Being Alive

1st October 2004, 1:00am
BEING ALIVE: the sequel to Staying Alive. Edited by Neil Astley. Bloodaxe Books pound;10.95

Every time we think we know what poetry is, what it can do, where it will lead us, it shakes dust in our faces and settles into a new shape before our eyes. We made great claims for Staying Alive, published two years ago: that it would turn us all on to poetry. The publication of Being Alive on National Poetry Day next Thursday is our chance to prove it has worked, by buying some more: a bold step that assumes we have learned the joy of newness as well as familiarity, that we are ready to let the road home take an unpredictable turn.
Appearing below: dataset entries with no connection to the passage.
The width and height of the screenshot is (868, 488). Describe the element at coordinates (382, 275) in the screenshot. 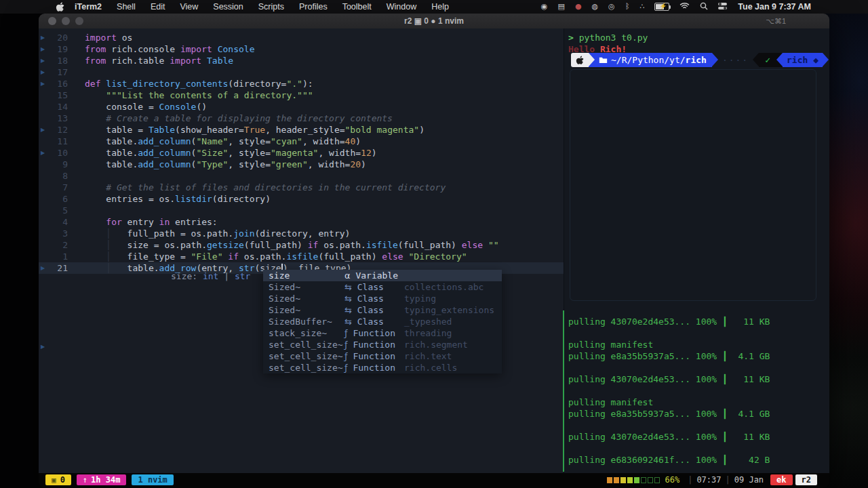

I see `completion-item: sizeα Variable` at that location.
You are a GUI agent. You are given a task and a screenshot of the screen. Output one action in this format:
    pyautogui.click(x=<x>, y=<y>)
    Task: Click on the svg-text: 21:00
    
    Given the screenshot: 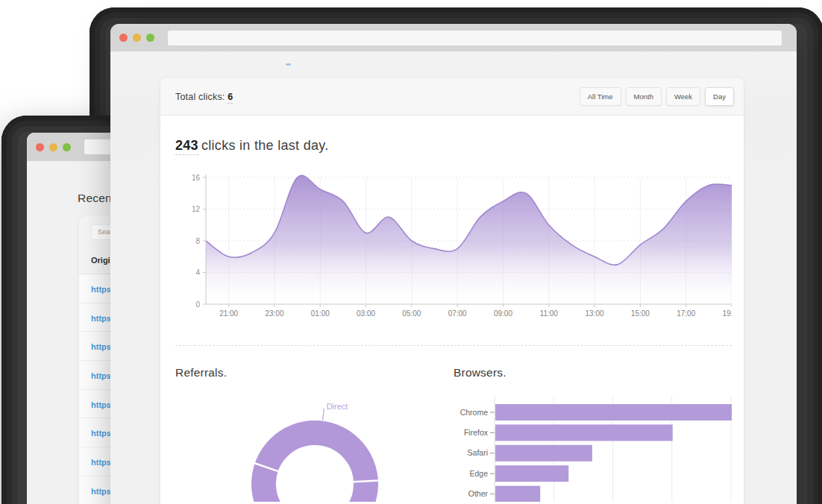 What is the action you would take?
    pyautogui.click(x=228, y=313)
    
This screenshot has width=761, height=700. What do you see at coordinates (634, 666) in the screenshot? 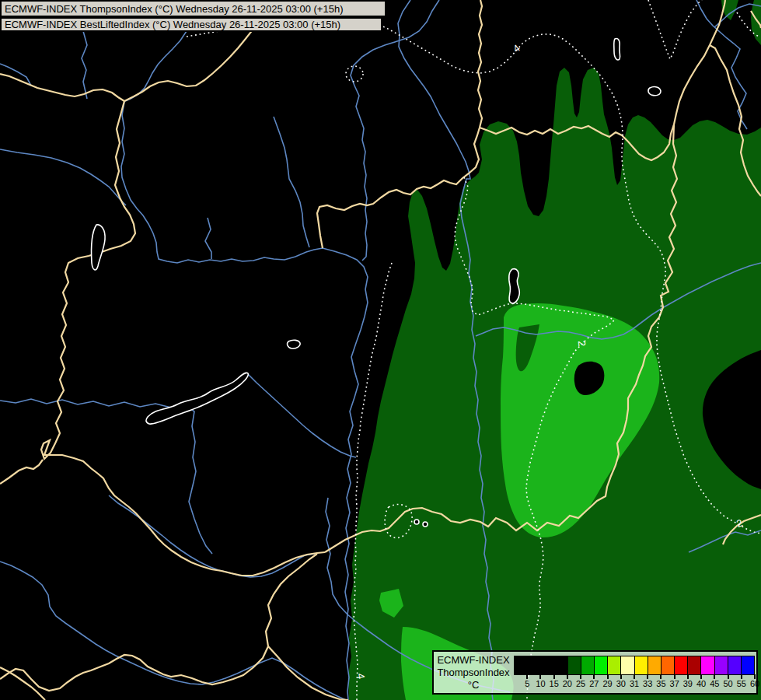
I see `legend-color-bar` at bounding box center [634, 666].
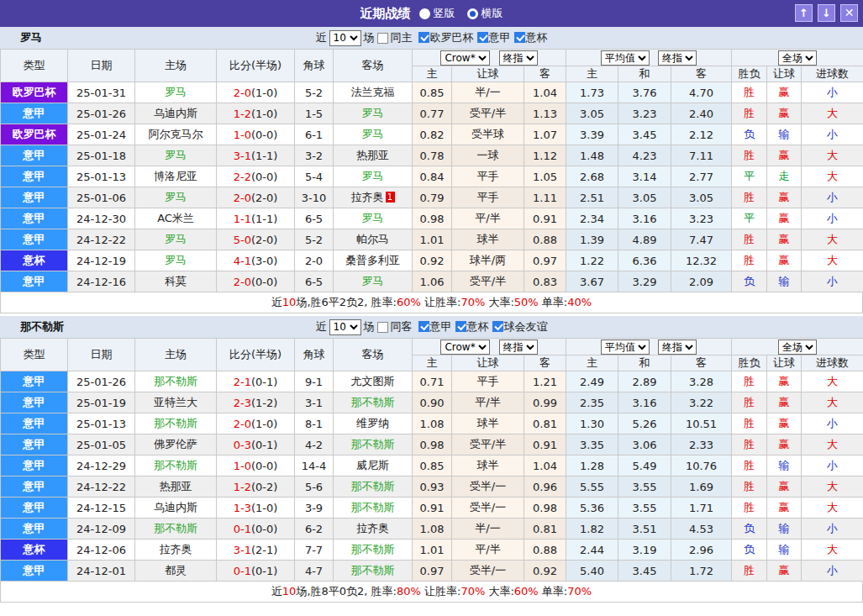 The height and width of the screenshot is (616, 863). I want to click on match-date: 25-01-26, so click(102, 382).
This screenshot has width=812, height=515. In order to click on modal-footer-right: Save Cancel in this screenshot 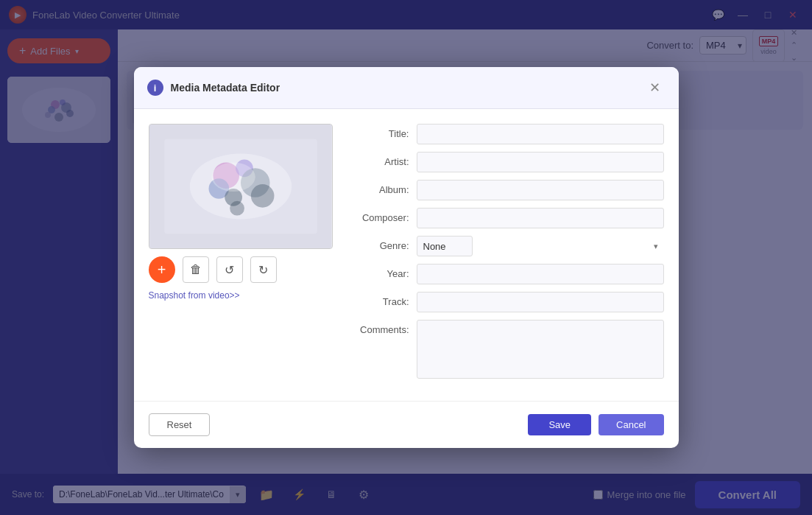, I will do `click(596, 424)`.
QPD (Quality Paperbacks Direct) still has a lot more members than the Poetry Book Society, so the most likely way the very best of the best new collections is going to find its way into the hands of teachers is in an anthology such as this. Without it, I confess, none of my students would have heard the delights of Roddy Lumsden’s “Prayer To Be With Mercurial Women”. Nor would any of them have been treated to Eva Salzman’s “Spells”: the only one of these powerful modern curses to dare to mix the bile with the balm, the blessing with the danger, in other words to tell the truth about seduction.

Being alive has always been risky. I will be reading this book with my students because I want them to be passionate about their right to take that risk.